Executive pay is another mess. A standard spreadsheet can’t handle things like carried interest, RSUs, or deferred comp that hasn’t vested yet. If you don’t account for the tax hit or the vesting schedule correctly, you can sign a settlement thinking you got half, only to realize a year later you walked away with a fraction of that.

And then there’s the lifestyle. In Palm Beach, “standard of living” isn’t a generic term. It’s the club memberships, the private staff, the travel, the tuition. If you don’t document those costs accurately from day one, you’re going to have a very hard time explaining to a judge why the alimony numbers need to be what they are. It’s about the details: the ones that are easy to overlook until it’s too late to fix them.
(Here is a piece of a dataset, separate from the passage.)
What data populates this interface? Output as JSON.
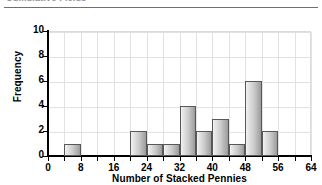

First Things First: The Key Questions

Before the first petition goes anywhere, we sit down and work through a set of questions that shape everything that comes after:

  • What does the full financial picture actually look like? Bank accounts, brokerage accounts, business holdings, trusts, deferred compensation, and debts. If you haven’t seen a recent statement, now is the time to gather one.
  • Is there any reason to suspect hidden assets? Moved money, surprise business entities, unexplained spending patterns. These are situations where forensic work pays for itself several times over.
  • How much public exposure are you willing to tolerate? Filings in Florida are generally part of the public record. If privacy is a priority, that shapes whether we steer toward a collaborative track or keep litigation on the table.
  • What’s your timeline? A pending liquidity event, a business sale, an impending bonus cycle. Timing matters, and rushing or delaying a filing can carry real financial consequences.
  • Who else is involved? Business partners, co-trustees, and family members with indirect financial ties. We need to know the full ecosystem before we plan the case.
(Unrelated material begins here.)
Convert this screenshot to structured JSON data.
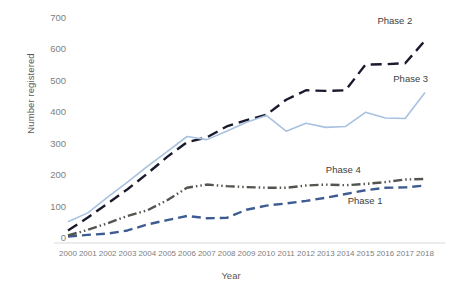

The answers set the strategy. Skipping this step is where most high-asset cases start to get away from people.

What Our Team of Palm Beach High-Net-Worth Divorce Attorneys Brings to the Table

Our founding attorney is Board Certified in Marital and Family Law by the Florida Bar, a credential held by fewer than 1% of attorneys in the state. That isn’t a decorative line. The certification requires years of practice concentrated in family law, peer review, and a written exam. It’s the one distinction that actually reflects depth in this area.

We also have an Accredited Collaborative Professional on staff, which matters for affluent clients who want to avoid the public spectacle of a contested trial. When clients prefer to handle matters outside of court, collaborative divorce provides a framework that keeps the conversation at the table rather than in front of a judge. When the other side won’t cooperate, we shift gears and litigate hard. From aggressive to collaborative, we’ve got you covered.
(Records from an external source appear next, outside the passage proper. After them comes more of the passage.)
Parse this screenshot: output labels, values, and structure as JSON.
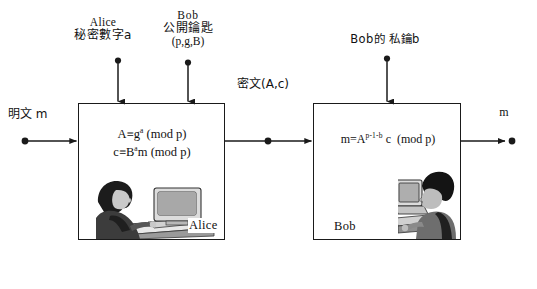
{
  "diagram": {
    "line_color": "#1a1a1a",
    "box_border_color": "#1a1a1a",
    "background": "#ffffff"
  },
  "inputs": {
    "alice_secret": {
      "line1": "Alice",
      "line2": "秘密數字a"
    },
    "bob_public": {
      "line1": "Bob",
      "line2": "公開鑰匙",
      "line3": "(p,g,B)"
    },
    "bob_private": {
      "label": "Bob的 私鑰b"
    },
    "plaintext": {
      "label": "明文 m"
    }
  },
  "channel": {
    "ciphertext_label": "密文(A,c)"
  },
  "output": {
    "label": "m"
  },
  "alice_block": {
    "name": "Alice",
    "formula_line1_lhs": "A",
    "formula_line1_op": "≡",
    "formula_line1_base": "g",
    "formula_line1_exp": "a",
    "formula_line1_mod": "(mod p)",
    "formula_line2_lhs": "c",
    "formula_line2_op": "≡",
    "formula_line2_base": "B",
    "formula_line2_exp": "a",
    "formula_line2_tail": "m",
    "formula_line2_mod": "(mod p)",
    "formula_text": "A≡g^a (mod p) ; c≡B^a m (mod p)"
  },
  "bob_block": {
    "name": "Bob",
    "formula_lhs": "m",
    "formula_op": "=",
    "formula_base": "A",
    "formula_exp": "p-1-b",
    "formula_tail": "c",
    "formula_mod": "(mod p)",
    "formula_text": "m = A^(p-1-b) c (mod p)"
  },
  "illustrations": {
    "alice": "person-at-crt-computer-illustration",
    "bob": "person-at-crt-computer-illustration"
  }
}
The other thing to know about our firm: we keep caseloads small on purpose. Complex cases need hours of attention, which are split across too many files at larger firms. When you call us, someone who has read your file answers. When your accountant needs to talk to your lawyer, we pick up. We don’t dress things up to make them easier to hear, and we won’t sell you a strategy we wouldn’t run ourselves.

Let’s Talk.

Divorce with dignity isn’t a slogan we repeat because it sounds good. It’s the standard we hold ourselves to when the stakes are this high. If you’re a business owner, executive, or affluent family facing a divorce in Palm Beach County, bring it to our team of Palm Beach high-net-worth divorce attorneys. Request a free case evaluation, and we will get through this together.